The Fort Worth/Dallas area is certainly booming (IMO). Only other big town I have been in down there is Austin (which I really liked). Drove across Waco at a high rate of speed.
I would like her to check out Arizona or Georgia.
Paul in KY
@Shalimar: Someone in another thread said it was like debating the best composers and not mentioning Mozart, cause if you mention him there is no debate. So they just left MS out.
RevRick
In some respects, the quality of life issues reflected in the rankings shows the stickiness of culture. Four of the top ten are New England states, and the influence of their westward migration lingers, though much diminished, in places like Minnesota and Washington. The Puritans believed in education and community and quickly became frenemies with the Dutch colony of New Netherlands (which originally encompassed New Jersey), sharing a common Calvinist identity.
In the early days of the Republic, New England was the industrial powerhouse of the United States, and up through the Civil War often produced the most patented technology per capita.
Meanwhile, the South was based on the “anything for a dollar” model, which made it ready soil for slavery. Its economy along with its cultural attitudes provided no incentive for public education, nor any other sort of social development.

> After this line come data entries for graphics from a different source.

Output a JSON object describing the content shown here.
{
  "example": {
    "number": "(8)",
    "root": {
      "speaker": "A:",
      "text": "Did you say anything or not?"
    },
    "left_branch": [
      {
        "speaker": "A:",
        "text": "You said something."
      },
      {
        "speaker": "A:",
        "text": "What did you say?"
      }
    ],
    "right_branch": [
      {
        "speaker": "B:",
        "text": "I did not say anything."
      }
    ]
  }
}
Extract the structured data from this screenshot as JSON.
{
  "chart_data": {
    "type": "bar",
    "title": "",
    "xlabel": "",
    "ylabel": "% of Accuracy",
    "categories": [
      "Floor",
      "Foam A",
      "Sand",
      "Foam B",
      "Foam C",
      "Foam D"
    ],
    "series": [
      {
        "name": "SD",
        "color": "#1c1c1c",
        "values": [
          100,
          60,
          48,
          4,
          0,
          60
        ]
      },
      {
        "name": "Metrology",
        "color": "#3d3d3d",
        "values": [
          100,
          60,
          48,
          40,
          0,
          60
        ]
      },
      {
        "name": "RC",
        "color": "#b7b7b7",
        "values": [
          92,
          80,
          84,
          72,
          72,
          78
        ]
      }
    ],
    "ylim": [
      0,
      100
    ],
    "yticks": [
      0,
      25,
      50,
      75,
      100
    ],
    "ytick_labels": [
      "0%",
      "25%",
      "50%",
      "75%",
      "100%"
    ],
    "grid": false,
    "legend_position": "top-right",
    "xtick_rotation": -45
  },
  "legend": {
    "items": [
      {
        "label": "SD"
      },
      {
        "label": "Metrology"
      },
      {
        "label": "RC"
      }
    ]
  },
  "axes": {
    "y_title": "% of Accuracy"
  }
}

Basically, it’s take-care-of-each-other versus I-got-mine.
Kayla Rudbek
@bbleh: The University of Minnesota has an agricultural school that probably educates a good amount of the Minnesota farmers, and that campus is in St. Paul. So you bring the farmer kids into the big city for four years, versus Wisconsin where there’s a lot of state college campuses in smaller towns.
Citizen Alan
@VFX Lurker: I. Thank. GOD! that I was never offered any of the jobs I applied for in Texas or Florida.
Citizen Alan
@Shalimar: Oxford is pretty nice. You find a lot of college folk who fancy themselves socialists. And there’s a Beard Award winning restaurantuer who ones 5 restaurants that would be successful in any major city. So it punches above it’s weight in terms of social environment.